* _Requirement_: The lines below are to be quoted exactly, from the first through the one that contains "Task: Click on the svg-text: 300".
BEGIN Source material
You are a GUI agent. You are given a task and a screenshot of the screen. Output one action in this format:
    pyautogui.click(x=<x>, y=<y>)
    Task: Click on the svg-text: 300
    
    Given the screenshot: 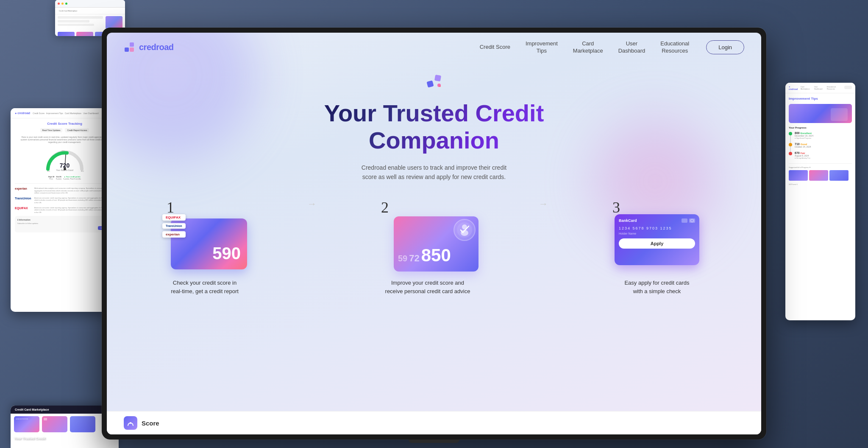 What is the action you would take?
    pyautogui.click(x=48, y=171)
    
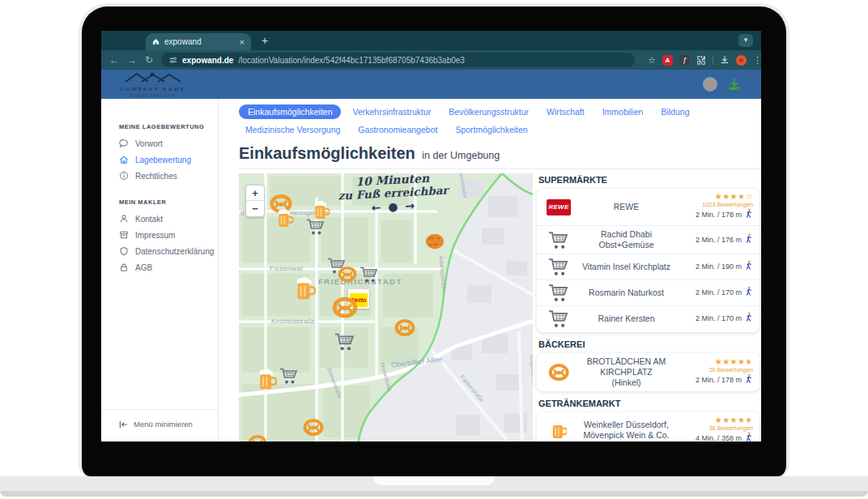 The height and width of the screenshot is (499, 868). What do you see at coordinates (160, 176) in the screenshot?
I see `sidebar-item-rechtliches: Rechtliches` at bounding box center [160, 176].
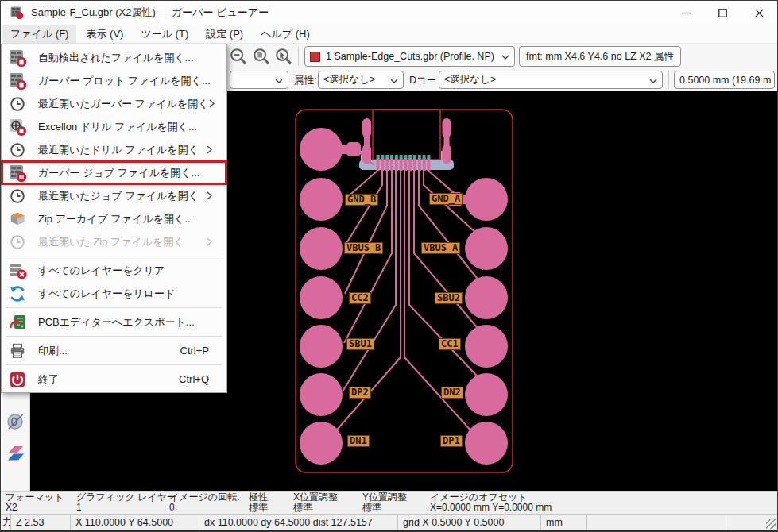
END Source material
* _Your response_:
You are a GUI agent. You are given a task and a screenshot of the screen. Output one action in this format:
    pyautogui.click(x=<x>, y=<y>)
    Task: Click on the svg-text: 300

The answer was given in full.